Journalists face a particular problem, as they’re reliant on strangers sending them crucial information in documents. They can also be targets for more serious attacks, maybe even from state-sponsored actors. Dangerzone, originally developed by Micah Lee and now available from the Freedom of the Press Foundation, is primarily aimed at addressing their problem.

It converts a wide range of document formats to PDF, images each from PDF to pages of pixels, which it then reassembles into a fresh PDF and performs optical character recognition (OCR) to add text content to that, making the ‘safe’ PDF searchable. Stages up to the generation of images are performed inside a sandbox within a container running in a Linux virtual machine, effectively isolating the suspicious document from the host Mac.

Because the app brings its own Linux VM with LibreOffice and several Python tools, it’s large, at 2.2 GB. Its format coverage is cross-platform rather than Mac-oriented, and currently doesn’t appear to include either RTF or RTFD, although they should be low-risk. It does, though, work with all recent Microsoft Office and ODF document types.

Although still relatively early in its development, Dangerzone already does what it claims. In my brief testing, the quality of its output PDFs was high, although its OCR didn’t cope well with grey text. It also didn’t like the very long single-page PDFs exported by Safari. If what it does meets your needs, then you should test it out.

Locked-down virtual machine

If your requirements are broader than those addressed by Dangerzone, particularly if they extend to suspicious apps, you may find a solution in running a macOS virtual machine on an Apple silicon Mac. This is supported in a special locked-down version of my free virtualiser Viable, named ViableS, but you may be able to achieve something similar using a different virtualiser. I’ll explain how I do this myself.

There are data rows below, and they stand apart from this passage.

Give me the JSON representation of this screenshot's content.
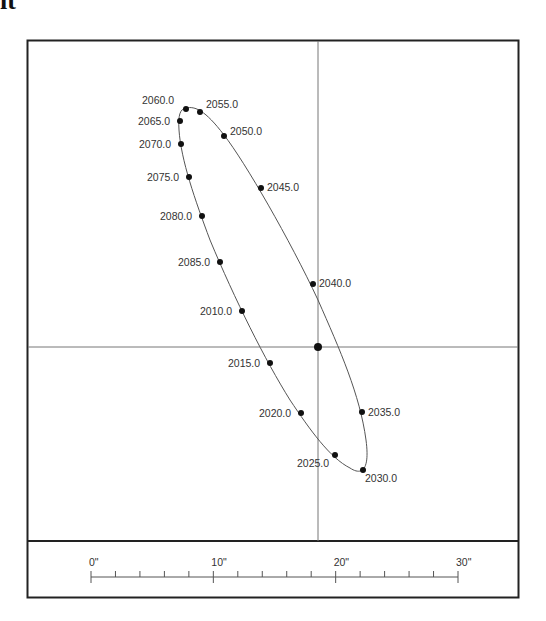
{
  "corner_text": "it",
  "chart_data": {
    "type": "scatter",
    "title": "",
    "xlabel": "",
    "ylabel": "",
    "grid": false,
    "primary_star": {
      "x": 318,
      "y": 347
    },
    "points": [
      {
        "label": "2010.0",
        "x": 242,
        "y": 311
      },
      {
        "label": "2015.0",
        "x": 270,
        "y": 363
      },
      {
        "label": "2020.0",
        "x": 301,
        "y": 413
      },
      {
        "label": "2025.0",
        "x": 335,
        "y": 455
      },
      {
        "label": "2030.0",
        "x": 363,
        "y": 470
      },
      {
        "label": "2035.0",
        "x": 362,
        "y": 412
      },
      {
        "label": "2040.0",
        "x": 313,
        "y": 284
      },
      {
        "label": "2045.0",
        "x": 261,
        "y": 188
      },
      {
        "label": "2050.0",
        "x": 224,
        "y": 136
      },
      {
        "label": "2055.0",
        "x": 200,
        "y": 112
      },
      {
        "label": "2060.0",
        "x": 186,
        "y": 109
      },
      {
        "label": "2065.0",
        "x": 180,
        "y": 121
      },
      {
        "label": "2070.0",
        "x": 181,
        "y": 144
      },
      {
        "label": "2075.0",
        "x": 189,
        "y": 177
      },
      {
        "label": "2080.0",
        "x": 202,
        "y": 216
      },
      {
        "label": "2085.0",
        "x": 220,
        "y": 262
      }
    ],
    "scale_bar": {
      "unit": "arcseconds",
      "tick_labels": [
        "0\"",
        "10\"",
        "20\"",
        "30\""
      ],
      "major_values": [
        0,
        10,
        20,
        30
      ],
      "minor_step": 2,
      "range": [
        0,
        30
      ]
    }
  }
}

Start with a ready-built VM of your preferred macOS version, and duplicate it to preserve the original. Because this is performed using APFS cloning, even a 100 GB VM duplicates instantly and takes little real additional space. Open this VM using Vimy or Viable and add a new standard user with a bogus name like John Smith and an obvious password like password. Populate its Applications folder with the apps you’re going to need to assess the suspicious documents or apps. In the case of PDF documents, that could include Podofyllin as the reader, and maybe Textovert for onward conversion. Switch to the standard user and copy across any suspicious files you already have, then shut the VM down.

From here on, you only run that VM using ViableS, as that runs in a sandbox and has no support for sharing folders with the host. If you need to download any suspicious apps or documents, first run ViableS with networking enabled, obtain what you need, then shut the VM down, start it up with networking disabled, and log in to that standard user account.

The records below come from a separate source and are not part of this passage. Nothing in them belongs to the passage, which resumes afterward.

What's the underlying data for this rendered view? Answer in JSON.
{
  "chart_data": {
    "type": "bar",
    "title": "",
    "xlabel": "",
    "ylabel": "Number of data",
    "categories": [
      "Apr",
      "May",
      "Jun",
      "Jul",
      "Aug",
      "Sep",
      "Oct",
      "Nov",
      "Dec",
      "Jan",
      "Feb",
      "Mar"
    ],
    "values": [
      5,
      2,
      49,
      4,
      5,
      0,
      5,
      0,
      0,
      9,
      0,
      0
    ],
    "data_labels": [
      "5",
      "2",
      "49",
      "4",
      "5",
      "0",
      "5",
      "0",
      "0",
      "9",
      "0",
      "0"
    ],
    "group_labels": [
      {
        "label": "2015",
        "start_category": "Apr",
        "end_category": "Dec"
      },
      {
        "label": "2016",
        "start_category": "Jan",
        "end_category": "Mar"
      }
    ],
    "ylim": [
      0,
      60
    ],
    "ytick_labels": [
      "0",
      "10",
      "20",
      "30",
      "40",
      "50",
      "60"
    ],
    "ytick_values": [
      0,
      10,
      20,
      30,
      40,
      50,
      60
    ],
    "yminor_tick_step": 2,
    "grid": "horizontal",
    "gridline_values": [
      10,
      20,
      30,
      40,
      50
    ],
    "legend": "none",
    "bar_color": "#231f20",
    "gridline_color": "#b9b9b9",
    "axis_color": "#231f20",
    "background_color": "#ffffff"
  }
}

Your VM is now as well protected and isolated from the host Mac as possible. The virtualiser is running in a sandbox, it has no shared access to files between host and VM, it has no network connection, and is running as a standard rather than admin user, with a bogus name and password. You can now extract text and other content from suspicious documents, and save them in formats such as rich and plain text that aren’t able to be subverted by an attacker. If you’re assessing a suspicious app, you can run it here and monitor its actions and behaviour. To remind you that VM is locked down, ViableS adds a red goblin 👺 emoji to the window’s title bar.

Once you’re satisfied that the documents or apps aren’t malicious, shut the VM down, then reopen it in ViableS with a network connection to enable you to transfer any cleaned formats or other information you have recovered. When you’re done, shut it down and trash the whole VM.

Recommendation

If you receive files or links from a stranger whose identity you can’t verify with certainty, either use Dangerzone (compatible document formats only) or a locked-down VM to protect your Mac from the threat that those may be malicious. Although these might appear demanding, even over-cautious, running malware on your Mac would be a far worse outcome.

I’m very grateful to Adam Engst of TidBITS for telling me of Dangerzone.